What does the slash mean when help() is listing method signatures?

It signifies the end of the positional only parameters, parameters you cannot use as keyword parameters. Before Python 3.8, such parameters could only be specified in the C API.

It means the key argument to __contains__ can only be passed in by position (range(5).__contains__(3)), not as a keyword argument (range(5).__contains__(key=3)), something you can do with positional arguments in pure-python functions.

Also see the Argument Clinic documentation:

To mark all parameters as positional-only in Argument Clinic, add a / on a line by itself after the last parameter, indented the same as the parameter lines.

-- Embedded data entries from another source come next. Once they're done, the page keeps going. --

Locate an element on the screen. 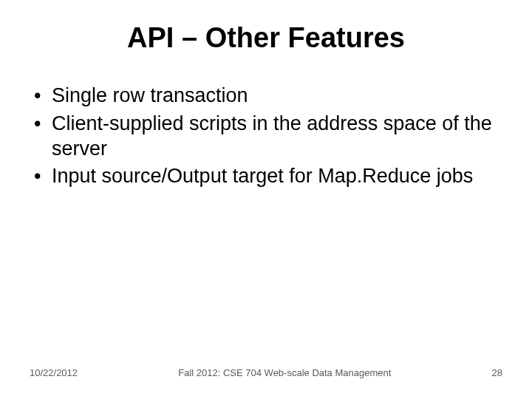 Image resolution: width=532 pixels, height=399 pixels. bullet-text: Client-supplied scripts in the address s… is located at coordinates (277, 137).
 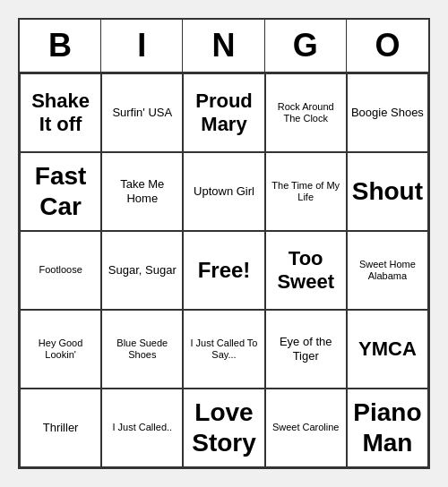 I want to click on bingo-letter-o: O, so click(x=387, y=46).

and the (very recent addition to) the Python FAQ:

A slash in the argument list of a function denotes that the parameters prior to it are positional-only. Positional-only parameters are the ones without an externally-usable name. Upon calling a function that accepts positional-only parameters, arguments are mapped to parameters based solely on their position.

The syntax is now part of the Python language specification, as of version 3.8, see PEP 570 – Python Positional-Only Parameters. Before PEP 570, the syntax was already reserved for possible future inclusion in Python, see PEP 457 – Syntax For Positional-Only Parameters.

Positional-only parameters can lead to cleaner and clearer APIs, make pure-Python implementations of otherwise C-only modules more consistent and easier to maintain, and because positional-only parameters require very little processing, they lead to faster Python code.